An Nvidia spokesperson said: “We look forward to the opportunity to address their initial concerns and continue demonstrating that the transaction will help to accelerate Arm and boost competition and innovation, including in the [European Union].”

The Commission said it will decide whether to approve the deal by 15 March 2022, which was the original time frame predicted when Nvidia announced the deal in September 2020. Back then, Nvidia expected to pay $40bn in a cash and stock deal. Because Nvidia’s share price has increased since then the deal is now valued at $54bn.

However, even if the Commission completed the probe by March, the deal still faces separate regulatory pushback in the UK, US and China.
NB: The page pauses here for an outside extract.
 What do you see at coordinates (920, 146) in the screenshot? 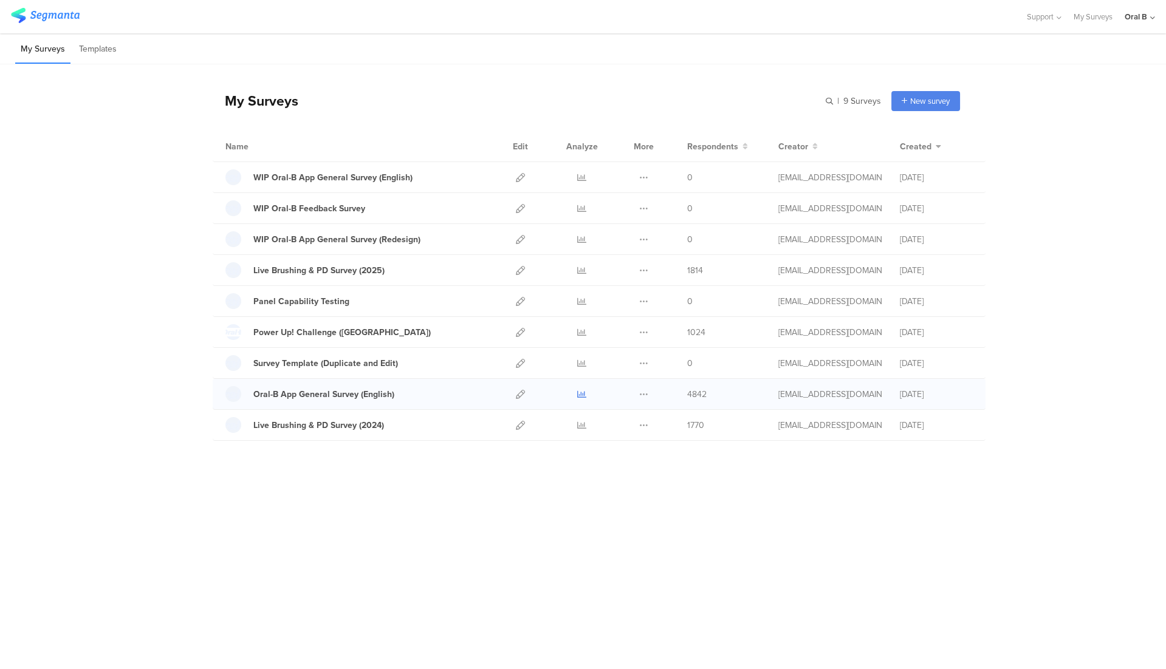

The UK’s Competition and Markets Authority said in August it had “serious competition concerns” about the deal.

Arm is currently owned by Japan’s SoftBank after it bought the Cambridge-based company in 2016.

Because Arm has a division in China the deal must also receive regulatory approval from Beijing, where progress is reportedly sluggish.

Mike Orme, senior analyst at GlobalData, said: “A key dangling question is whether regulators would be able to ensure Arm neutrality indefinitely were the deal to clear all the initial regulatory hurdles. That would need something like China’s regulatory environment and algorithm law in place in Europe, the US and the UK.”

Laura Petrone, principal analyst in the thematic team at GlobalData, said the EU’s investigation into Nvidia was reflective of increased scrutiny among regulators globally.

“More generally there’s an increasing concern by regulators all over the world that digital platforms use acquisitions to crush competitors,” she said. “We’re going to see more investigations and more attempts from regulators to deal with antitrust issues pre-emptively.”

Orme added: “One thing is clear – it’ll now be at least 18 months before Nvidia’s fate in this matter is sealed.”